In 1973, gallerist Tibor de Nagy gave Joyce Kozloff a name. His voice quivered as he advised her that Clement Greenberg had simply left the again room after giving a searing evaluation of her newest work. Greenberg had scoffed on the artist’s “Three Facades” (1973), a portray primarily based on the wealthy tapestry of interlocking bricks and tiles on Churrigueresque church facades in Mexico, and mentioned that it “looked like ladies’ embroidery” — as if that was a nasty factor. Kozloff advised us that “Tibor freaked out” and requested her “to take it away.”
Joyce Kozloff, “Striped Cathedral” (1977), acrylic on canvas, 72 x 180 inches (~1.8 x 4.6 m) (picture courtesy the artist)
Greenberg had unwittingly dismissed the primary of the artist’s work in a serious artwork motion of which she was a key founding member: Sample and Ornament, also called “P&D,” which grew out of the flowering folks revival and feminist protest period of the Nineteen Seventies. Fed up with hard-edge abstraction and minimalism favored by the White males who dominated the artwork world, P&D leaned into lush ornamental surfaces, cultural adornment, and unapologetically artful aesthetics.
In fact, it was critics like Greenberg whom P&D was revolting in opposition to. He’s cited twice in a 1978 article Kozloff co-wrote with Valerie Jaudon, “Art Hysterical Notions of Progress and Culture.” Revealed within the feminist artwork journal Heresies (of which Kozloff was additionally a founding member), they wrote that in “rereading the basic texts of Modern Art … we discovered a disturbing belief system based on the moral superiority of the art of Western civilization.” They “came to realize that the prejudice against the decorative has a long history and is based on hierarchies: fine art above decorative art, Western art above non-Western art, men’s art above women’s art.”
Joyce Kozloff, “Three Facades” (1973), acrylic on canvas, 78 x 60 inches (~2 x 1.5 m) (picture courtesy the artist)
Fortunately, Kozloff’s profession wasn’t as much as Clement Greenberg. Kozloff went on to have dozens of exhibits, beautify over a dozen buildings and transit programs with public artworks over the a long time, and encourage new generations of artists to unabashedly lean into decoration. As soon as an energetic member of the peace protests of the Nineteen Sixties, she has additionally continued her political activism, which within the twenty first century has grow to be extra specific in her work. Her all-over sample work have morphed into detailed maps, from Civil Struggle battle plans exploding with viruses to aeronautical charts dotted with factors that the USA has bombed.
Joyce Kozloff, “Battle of Appomattox Court House” (2021), acrylic on canvas, 34 x 42 1/2 inches (~86.4 x 108 cm) (picture courtesy the artist)
On this episode of the Hyperallergic Podcast, you’ll hear the interview our Editor-in-Chief Hrag Vartanian recorded with Kozloff in 2021, simply after the opening of With Pleasure: Sample and Ornament in American Artwork 1972–1985 at Bard School’s Hessel Museum of Artwork, which the establishment known as “first full-scale scholarly North American survey” of the P&D motion. They discuss every little thing from her mom’s embroidery to her travels in Turkey and Iran that impressed her artwork. You’ll additionally hear from Hyperallergic Employees Author Maya Pontone, who reported this previous yr about Kozloff’s iconic public art work in Cambridge’s Harvard Sq. prepare station that’s at present vulnerable to disappearing. And when you’ve been listening carefully this season, you’ll acknowledge some recurring characters: Columbia professor Stephen Greene; the Heresies collective; Joyce’s associate, author Max Kozoff, and; after all, Clement Greenberg.
Works from three of Kozloff’s newest collection, Uncivil Wars, Boys’ Artwork, and Social Research, are on view within the Map Room at Argosy E book Retailer (116 East 59th Avenue, Higher East Facet, Manhattan) via January 25, 2025.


Without including any image, repeat every record exactly.

>>

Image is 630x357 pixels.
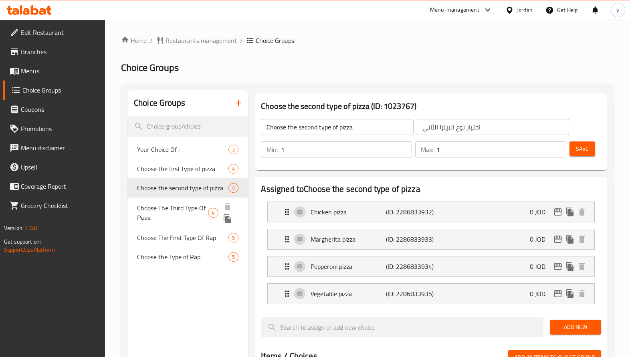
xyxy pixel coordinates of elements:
[517,6,532,14] div: Jordan
[261,100,600,113] h3: Choose the second type of pizza (ID: 1023767)
[137,252,228,262] span: Choose the Type of Rap
[386,234,436,244] p: (ID: 2286833933)
[25,223,37,233] span: 1.0.0
[3,119,105,138] a: Promotions
[208,208,218,218] div: Choices
[261,317,543,337] input: search
[266,145,278,154] p: Min:
[564,233,576,245] button: duplicate
[127,116,248,137] input: search
[21,162,99,172] span: Upsell
[386,207,436,217] p: (ID: 2286833932)
[127,247,248,266] div: Choose the Type of Rap5
[3,177,105,196] a: Coverage Report
[261,183,600,195] h2: Assigned to Choose the second type of pizza
[3,42,105,61] a: Branches
[530,262,552,271] p: 0 JOD
[569,141,595,156] button: Save
[530,289,552,298] p: 0 JOD
[240,36,243,45] li: /
[228,183,238,193] div: Choices
[21,143,99,153] span: Menu disclaimer
[165,36,237,45] span: Restaurants management
[530,207,552,217] p: 0 JOD
[564,288,576,300] button: duplicate
[229,253,238,261] span: 5
[127,197,248,228] div: Choose The Third Type Of Pizza4deleteduplicate
[229,234,238,242] span: 5
[550,320,601,334] button: Add New
[3,100,105,119] a: Coupons
[261,253,600,280] li: Expand
[3,157,105,177] a: Upsell
[3,138,105,157] a: Menu disclaimer
[552,206,564,218] button: edit
[228,233,238,242] div: Choices
[552,233,564,245] button: edit
[127,228,248,247] div: Choose The First Type Of Rap5
[310,289,385,298] p: Vegetable pizza
[208,209,218,217] span: 4
[268,202,594,222] div: Expand
[556,322,594,332] span: Add New
[156,36,237,45] a: Restaurants management
[3,196,105,215] a: Grocery Checklist
[121,58,179,77] span: Choice Groups
[4,236,41,247] span: Get support on:
[4,244,55,255] a: Support.OpsPlatform
[21,66,99,76] span: Menus
[261,198,600,226] li: Expand
[268,229,594,249] div: Expand
[21,201,99,210] span: Grocery Checklist
[150,36,153,45] li: /
[576,144,588,154] span: Save
[576,206,588,218] button: delete
[127,178,248,197] div: Choose the second type of pizza4
[3,23,105,42] a: Edit Restaurant
[127,140,248,159] div: Your Choice Of :2
[552,260,564,272] button: edit
[3,81,105,100] a: Choice Groups
[576,288,588,300] button: delete
[22,85,99,95] span: Choice Groups
[256,36,294,45] span: Choice Groups
[21,181,99,191] span: Coverage Report
[564,206,576,218] button: duplicate
[564,260,576,272] button: duplicate
[121,36,614,45] nav: breadcrumb
[137,233,228,242] span: Choose The First Type Of Rap
[386,262,436,271] p: (ID: 2286833934)
[576,233,588,245] button: delete
[121,36,147,45] a: Home
[4,223,24,233] span: Version:
[229,184,238,192] span: 4
[137,164,228,173] span: Choose the first type of pizza
[228,145,238,154] div: Choices
[21,47,99,56] span: Branches
[310,234,385,244] p: Margherita pizza
[222,213,234,225] button: duplicate
[310,207,385,217] p: Chicken pizza
[3,61,105,81] a: Menus
[137,203,208,222] span: Choose The Third Type Of Pizza
[222,201,234,213] button: delete
[616,6,619,14] span: y
[21,105,99,114] span: Coupons
[228,164,238,173] div: Choices
[310,262,385,271] p: Pepperoni pizza
[127,159,248,178] div: Choose the first type of pizza4
[21,124,99,133] span: Promotions
[386,289,436,298] p: (ID: 2286833935)
[421,145,433,154] p: Max:
[268,256,594,276] div: Expand
[228,252,238,262] div: Choices
[21,28,99,37] span: Edit Restaurant
[576,260,588,272] button: delete
[261,280,600,307] li: Expand
[137,145,228,154] span: Your Choice Of :
[261,226,600,253] li: Expand
[268,284,594,304] div: Expand
[530,234,552,244] p: 0 JOD
[552,288,564,300] button: edit
[134,97,185,109] h2: Choice Groups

<<

» **TASK RESPONSE**:
Image is 630x357 pixels.
xyxy pixel coordinates of elements:
[517,6,532,14] div: Jordan
[261,100,600,113] h3: Choose the second type of pizza (ID: 1023767)
[137,252,228,262] span: Choose the Type of Rap
[386,234,436,244] p: (ID: 2286833933)
[25,223,37,233] span: 1.0.0
[3,119,105,138] a: Promotions
[208,208,218,218] div: Choices
[261,317,543,337] input: search
[266,145,278,154] p: Min:
[564,233,576,245] button: duplicate
[127,116,248,137] input: search
[21,162,99,172] span: Upsell
[386,207,436,217] p: (ID: 2286833932)
[127,247,248,266] div: Choose the Type of Rap5
[3,177,105,196] a: Coverage Report
[261,183,600,195] h2: Assigned to Choose the second type of pizza
[3,42,105,61] a: Branches
[530,262,552,271] p: 0 JOD
[569,141,595,156] button: Save
[530,289,552,298] p: 0 JOD
[240,36,243,45] li: /
[228,183,238,193] div: Choices
[21,143,99,153] span: Menu disclaimer
[165,36,237,45] span: Restaurants management
[530,207,552,217] p: 0 JOD
[564,288,576,300] button: duplicate
[229,253,238,261] span: 5
[127,197,248,228] div: Choose The Third Type Of Pizza4deleteduplicate
[229,234,238,242] span: 5
[550,320,601,334] button: Add New
[3,100,105,119] a: Coupons
[261,253,600,280] li: Expand
[3,157,105,177] a: Upsell
[3,138,105,157] a: Menu disclaimer
[552,206,564,218] button: edit
[228,233,238,242] div: Choices
[552,233,564,245] button: edit
[127,228,248,247] div: Choose The First Type Of Rap5
[310,289,385,298] p: Vegetable pizza
[208,209,218,217] span: 4
[268,202,594,222] div: Expand
[556,322,594,332] span: Add New
[156,36,237,45] a: Restaurants management
[3,196,105,215] a: Grocery Checklist
[121,58,179,77] span: Choice Groups
[4,236,41,247] span: Get support on:
[4,244,55,255] a: Support.OpsPlatform
[21,66,99,76] span: Menus
[261,198,600,226] li: Expand
[268,229,594,249] div: Expand
[21,201,99,210] span: Grocery Checklist
[150,36,153,45] li: /
[576,144,588,154] span: Save
[576,206,588,218] button: delete
[127,178,248,197] div: Choose the second type of pizza4
[3,23,105,42] a: Edit Restaurant
[127,140,248,159] div: Your Choice Of :2
[552,260,564,272] button: edit
[3,81,105,100] a: Choice Groups
[576,288,588,300] button: delete
[22,85,99,95] span: Choice Groups
[256,36,294,45] span: Choice Groups
[21,181,99,191] span: Coverage Report
[564,206,576,218] button: duplicate
[564,260,576,272] button: duplicate
[121,36,614,45] nav: breadcrumb
[137,233,228,242] span: Choose The First Type Of Rap
[386,262,436,271] p: (ID: 2286833934)
[576,233,588,245] button: delete
[121,36,147,45] a: Home
[4,223,24,233] span: Version:
[229,184,238,192] span: 4
[137,164,228,173] span: Choose the first type of pizza
[228,145,238,154] div: Choices
[21,47,99,56] span: Branches
[310,234,385,244] p: Margherita pizza
[222,213,234,225] button: duplicate
[310,207,385,217] p: Chicken pizza
[3,61,105,81] a: Menus
[137,203,208,222] span: Choose The Third Type Of Pizza
[222,201,234,213] button: delete
[616,6,619,14] span: y
[21,105,99,114] span: Coupons
[228,164,238,173] div: Choices
[310,262,385,271] p: Pepperoni pizza
[127,159,248,178] div: Choose the first type of pizza4
[21,124,99,133] span: Promotions
[386,289,436,298] p: (ID: 2286833935)
[421,145,433,154] p: Max:
[268,256,594,276] div: Expand
[228,252,238,262] div: Choices
[21,28,99,37] span: Edit Restaurant
[576,260,588,272] button: delete
[261,280,600,307] li: Expand
[137,145,228,154] span: Your Choice Of :
[261,226,600,253] li: Expand
[268,284,594,304] div: Expand
[530,234,552,244] p: 0 JOD
[552,288,564,300] button: edit
[134,97,185,109] h2: Choice Groups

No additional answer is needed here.